Operational Law in International Straits and Current Maritime Security Challenges by Jörg Schildknecht Rebecca Dickey Martin Fink & Lisa Ferris

Operational Law in International Straits and Current Maritime Security Challenges by Jörg Schildknecht Rebecca Dickey Martin Fink & Lisa Ferris

Author:Jörg Schildknecht, Rebecca Dickey, Martin Fink & Lisa Ferris
Language: eng
Format: epub
Publisher: Springer International Publishing, Cham


2 The Meaning of Conflict

It is not the major purpose of this contribution to canvass a complete history of conflict in order to reach a satisfactory description that can be used to comprehensively cover the range of military activity that might eventuate in the South China Sea. Instead, a convenient starting point has been chosen, perhaps arbitrarily, by travelling back 70 years and considering that despite the prohibition contained in the UN Charter11 on States resorting to the threat or use of force in settling their international differences, the reality is that since 1945 there have been numerous occasions throughout the world in which armed conflict has occurred.

At the time of writing, the International Institute of Strategic Studies Armed Conflict Database reports that there are 42 active conflicts underway throughout the world12 yet none of these conflicts has any significant maritime dimension. It is also noted that post-1945 conflicts have not been restricted to any particular geographical area, and conflicts that have occurred have varied greatly in terms of the characterisation of the conflict as international armed conflict (IAC) or non-international armed conflict (NIAC), the length of conflict and the intensity of the fighting.13 However, by far the vast majority of post-1945 armed conflicts have involved battles between land forces, with relatively few examples of conflict occurring in the maritime environment.

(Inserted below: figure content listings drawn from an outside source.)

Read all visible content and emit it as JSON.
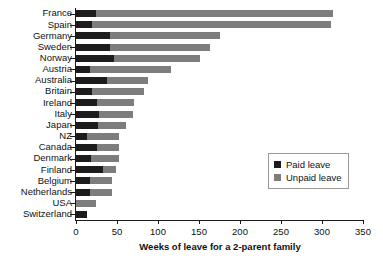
{
  "chart_data": {
    "type": "bar",
    "orientation": "horizontal",
    "stacked": true,
    "title": "",
    "xlabel": "Weeks of leave for a 2-parent family",
    "ylabel": "",
    "xlim": [
      0,
      350
    ],
    "xticks": [
      0,
      50,
      100,
      150,
      200,
      250,
      300,
      350
    ],
    "grid": false,
    "legend_position": "middle-right",
    "categories": [
      "France",
      "Spain",
      "Germany",
      "Sweden",
      "Norway",
      "Austria",
      "Australia",
      "Britain",
      "Ireland",
      "Italy",
      "Japan",
      "NZ",
      "Canada",
      "Denmark",
      "Finland",
      "Belgium",
      "Netherlands",
      "USA",
      "Switzerland"
    ],
    "series": [
      {
        "name": "Paid leave",
        "color": "#1c1c1c",
        "values": [
          24,
          20,
          42,
          42,
          46,
          17,
          38,
          20,
          26,
          28,
          27,
          14,
          25,
          18,
          33,
          17,
          17,
          0,
          14
        ]
      },
      {
        "name": "Unpaid leave",
        "color": "#7d7d7d",
        "values": [
          289,
          291,
          134,
          121,
          105,
          99,
          50,
          63,
          45,
          41,
          34,
          38,
          27,
          34,
          16,
          27,
          27,
          24,
          0
        ]
      }
    ],
    "totals": [
      313,
      311,
      176,
      163,
      151,
      116,
      88,
      83,
      71,
      69,
      61,
      52,
      52,
      52,
      49,
      44,
      44,
      24,
      14
    ]
  },
  "legend": {
    "items": [
      {
        "label": "Paid leave",
        "swatch": "paid-swatch"
      },
      {
        "label": "Unpaid leave",
        "swatch": "unpaid-swatch"
      }
    ]
  }
}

But there should be no misapprehension. There is undoubtedly the potential for conflict to emerge between vessels at sea, and in some post-1945 cases this potential has been realised with consequent loss of life and destruction of vessels.14 Thus, one of the questions raised by this contribution is to ask why, even when tensions have escalated between States since 1945, and even when these tensions have resulted in armed conflict occurring between land (and air) forces, has there not been, in most cases, corresponding major battles among naval forces. Prior to 1945, this was certainly not the case, as the examples of World War II, World War I and the Russo–Japanese War of 1904–1905 demonstrate.